Last Thursday’s midday sell-off in the sector raised some eyebrows, but market watchers say the sudden moves were no cause for alarm, with ISI Group analyst Mark Schoenebaum pinning the seismic rumble on remarks made during a luncheon by Federal Reserve Bank president William Dudley.

“That’s the most plausible explanation I have,” Schoenebaum said. The subject line of an email to investors Friday asked, “Is the NY Fed shorting biotech?” followed by a smiley emoticon.

The New York finance honcho “thought a couple of asset classes were overvalued, and in his list of overvalued asset classes, interestingly, he included biotechnology,” Schoenebaum said in a video circulated to ISI Group clients. News of the comments quickly circulated, and the Nasdaq Biotech Index began its plunge in the early afternoon.

“I obviously haven’t had a chance to talk with [Dudley],” Schoenebaum joked, and therefore could not guess why the banker made his comments. “On the one hand, we sort of say, ‘Haha, what does the fed president know about the biotech universe?’” he said. On the other hand, blurts by highly placed and mildly informed outsiders can have an impact.

“Stuff like this is potentially a little bit threatening,” Schoenebaum said, recalling the pronouncements by then President Bill Clinton and British Prime Minister Tony Blair in the spring of 2000 that genetic information should not be patented or copyrighted.

Still, Schoenebaum found scant reason to expect worse developments. “We all know that these stocks, most of the bigger biotech stocks at least, trade 10 to 20 percent, in some cases 25 percent, over base-case discounted cash flow analyses [which] are only as good as the assumptions you put in,” he said.

His approach is to include zero percent (or negative) terminal growth rates, modest value for phase I and phase II assets, and “limited” value even for phase III assets – a “fairly conservative way of looking at the world,” but “we used to pick stocks according to this framework,” he said.

“Actually, it worked generally pretty well,” he said. “You couldn’t really time when stocks were going to ‘break out,’ but it was a good way of identifying cheap stocks. Now, none of the big biotechs trade at or below this kind of analysis. Amgen is the closest, but many of the other stocks trade significantly above it.”

Schoenebaum said that “if things get really bad” and the market corrections keep on, “sell-offs among these stocks [could range] somewhere between 10 and 25 percent. I doubt very much [this will happen].”

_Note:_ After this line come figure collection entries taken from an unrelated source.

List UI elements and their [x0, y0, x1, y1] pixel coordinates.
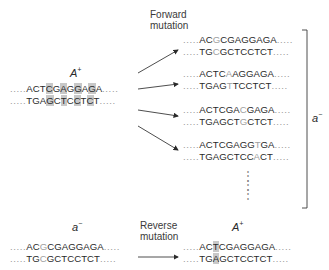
base: C: [219, 139, 226, 150]
reverse-to-genotype-label: A+: [232, 220, 243, 233]
base: T: [40, 83, 46, 94]
mutant-dna-3: .....ACTCGACGAGA..... .....TGAGCTGCTCT..…: [183, 104, 291, 128]
base: C: [46, 83, 53, 94]
bracket-genotype-label: a−: [312, 111, 322, 124]
base: G: [205, 151, 213, 162]
wildtype-top-strand: .....ACTCGAGGAGA.....: [10, 83, 118, 95]
base: G: [32, 253, 40, 264]
forward-mutation-label: Forward mutation: [150, 9, 188, 31]
reverse-from-genotype-label: a−: [72, 220, 82, 233]
seq: ACTCGAGGAGA: [26, 83, 102, 94]
base: C: [33, 83, 40, 94]
base: C: [87, 253, 94, 264]
mutant-dna-2: .....ACTCAAGGAGA..... .....TGAGTTCCTCT..…: [183, 68, 290, 92]
forward-arrow-3: [138, 110, 178, 116]
seq: TGAGCTCCTCT: [26, 95, 99, 106]
reverse-mutation-label: Reverse mutation: [140, 220, 178, 242]
base: C: [227, 151, 234, 162]
base: G: [247, 104, 255, 115]
base: C: [33, 241, 40, 252]
base: G: [219, 151, 227, 162]
base: G: [219, 116, 227, 127]
base: C: [213, 46, 220, 57]
mutant-dna-1: .....ACGCGAGGAGA..... .....TGCGCTCCTCT..…: [183, 34, 293, 58]
base: G: [205, 116, 213, 127]
base: C: [206, 34, 213, 45]
base: G: [54, 241, 62, 252]
base: C: [206, 139, 213, 150]
base: C: [219, 104, 226, 115]
base: C: [246, 80, 253, 91]
more-mutants-ellipsis: ⋮⋮⋮: [242, 172, 254, 199]
base: C: [260, 46, 267, 57]
base: C: [260, 253, 267, 264]
base: C: [247, 253, 254, 264]
base: G: [205, 46, 213, 57]
base: T: [81, 95, 87, 106]
wildtype-dna: .....ACTCGAGGAGA..... .....TGAGCTCCTCT..…: [10, 83, 118, 107]
base: C: [206, 241, 213, 252]
base: G: [261, 139, 269, 150]
base: G: [205, 80, 213, 91]
wildtype-bottom-strand: .....TGAGCTCCTCT.....: [10, 95, 118, 107]
base: C: [227, 253, 234, 264]
base: C: [260, 151, 267, 162]
base: C: [260, 116, 267, 127]
forward-arrow-2: [138, 84, 178, 89]
base: G: [219, 253, 227, 264]
base: C: [219, 241, 226, 252]
base: G: [227, 34, 235, 45]
reverse-to-dna: .....ACTCGAGGAGA..... .....TGAGCTCCTCT..…: [183, 241, 291, 265]
wildtype-genotype-label: A+: [70, 66, 81, 79]
base: G: [261, 104, 269, 115]
base: C: [247, 151, 254, 162]
base: G: [247, 139, 255, 150]
base: C: [219, 68, 226, 79]
base: C: [227, 116, 234, 127]
base: C: [206, 68, 213, 79]
base: C: [240, 151, 247, 162]
forward-arrow-4: [138, 126, 178, 150]
base: C: [206, 104, 213, 115]
base: C: [240, 253, 247, 264]
base: G: [260, 68, 268, 79]
base: G: [32, 95, 40, 106]
base: C: [74, 95, 81, 106]
base: G: [241, 34, 249, 45]
base: G: [46, 95, 54, 106]
base: G: [247, 241, 255, 252]
base: G: [246, 68, 254, 79]
reverse-from-dna: .....ACGCGAGGAGA..... .....TGCGCTCCTCT..…: [10, 241, 120, 265]
base: C: [54, 95, 61, 106]
base: G: [88, 83, 96, 94]
base: C: [240, 104, 247, 115]
forward-arrow-1: [138, 50, 178, 73]
base: C: [239, 80, 246, 91]
base: G: [219, 80, 227, 91]
a-minus-bracket: [302, 30, 307, 208]
base: G: [239, 68, 247, 79]
base: C: [87, 95, 94, 106]
mutant-dna-4: .....ACTCGAGGTGA..... .....TGAGCTCCACT..…: [183, 139, 291, 163]
base: C: [40, 253, 47, 264]
base: G: [68, 241, 76, 252]
base: G: [205, 253, 213, 264]
base: C: [67, 95, 74, 106]
base: G: [261, 241, 269, 252]
base: G: [74, 83, 82, 94]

Regarding Thursday’s action, other factors may have been at work. Foster City, Calif.-based Gilead Sciences Inc., one of the harder hit stocks, along with Celgene Corp., of Summit, N.J., disclosed that the company had recalled some lots of the HIV drug Atripla (efavirenz / emtricitabine / tenofovir disoproxil fumarate). “I spoke to Gilead and do not believe this news was material,” Schoenebaum said. Although he listed other potential reasons for the slide, there was “no fundamental or macro news that I believe was responsible for the move,” he wrote in an alert to investors.

Wells Fargo analyst Brian Abrahams did not address the single-day sell-off specifically, but in a research report Monday speculated that the market correction in biotech stocks may have leveled out, and seemed to echo Schoenebaum.

“An analysis of [price-earnings to growth] ratios, despite its intrinsic limitations, does suggest that multiples have recently retreated back down to those of the broader market when accounting for growth,” Abrahams wrote, adding that the settling provides “some comfort that additional downside risk from here may be limited.”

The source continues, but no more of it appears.